Several companies now offer to pay car owners a monthly amount in exchange for wrapping their vehicle in branded advertising and driving around as usual. It sounds like easy money for doing nothing extra, but the payment received is still taxable income, and which head of income it falls under depends on whether this is a one-off arrangement or part of a broader commercial activity.
For an individual who simply allows their personal car to be wrapped in advertising in exchange for a monthly payment, without this being part of any broader business activity, the payment is most naturally categorised under Income from Other Sources, since it does not fit neatly under salary, house property, capital gains, or a business/profession the individual is actively carrying on (the car owner is not 'in the business' of advertising; they are simply receiving a payment connected to the use of their personal asset).
Where vehicle advertising income is earned by an entity that operates a fleet of vehicles as a business (a cab aggregator's affiliated fleet, a logistics company with branded vehicles, a bus operator), the advertising income earned on those vehicles would more naturally be aggregated as part of the overall business income of that fleet operation, taxed under business/profession along with the fleet's other revenue streams (fares, freight charges, and so on).
Companies that run vehicle advertising programmes and make periodic payments to vehicle owners may be required to deduct TDS on these payments, depending on the cumulative amount paid to an individual over the year and the applicable threshold for the relevant TDS provision. Vehicle owners receiving such payments should check their Form 26AS/AIS to ensure any TDS deducted is correctly reflected, and report the gross income (before TDS) when filing their return, claiming the TDS as a credit.

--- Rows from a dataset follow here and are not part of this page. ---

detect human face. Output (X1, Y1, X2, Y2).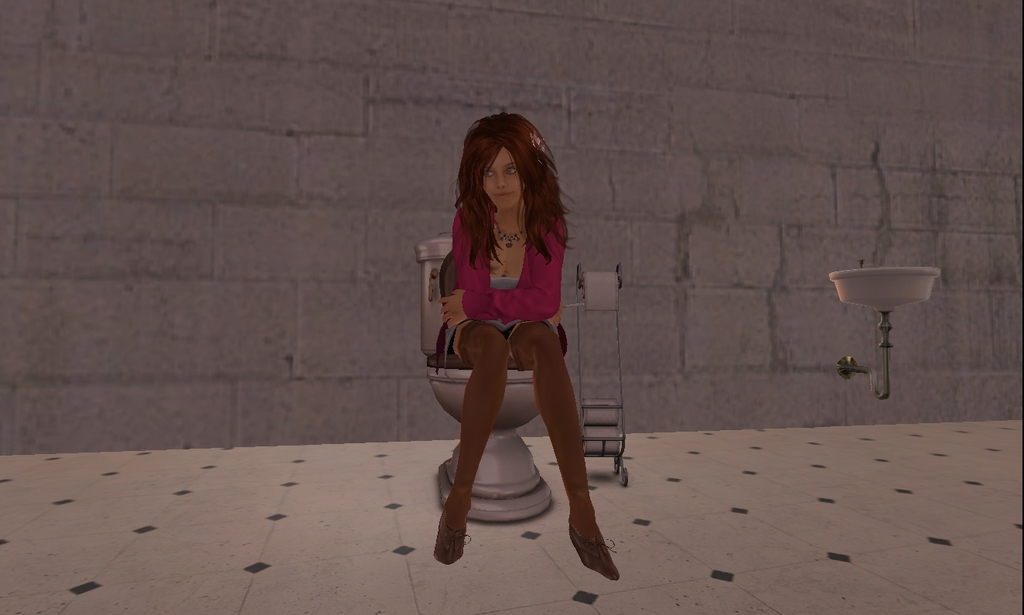
(483, 145, 526, 207).
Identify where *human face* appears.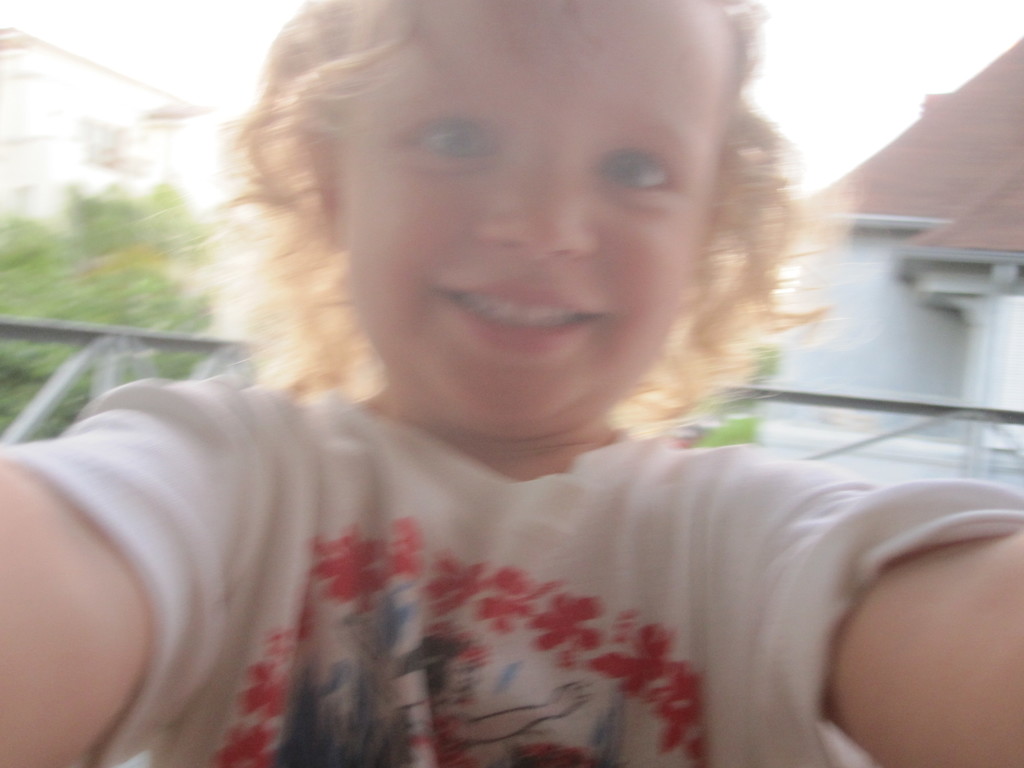
Appears at [339,0,733,421].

For income taxed under Other Sources, deductions are generally limited; ordinary running costs of the vehicle (fuel, maintenance) that the owner would incur anyway for personal use are unlikely to be deductible against this incidental advertising income, since those costs are not incurred specifically to earn the advertising income (the car would be driven regardless of the ad wrap). Where the income is part of a genuine business (the fleet operator scenario), the normal business expense deduction rules would apply to the business as a whole.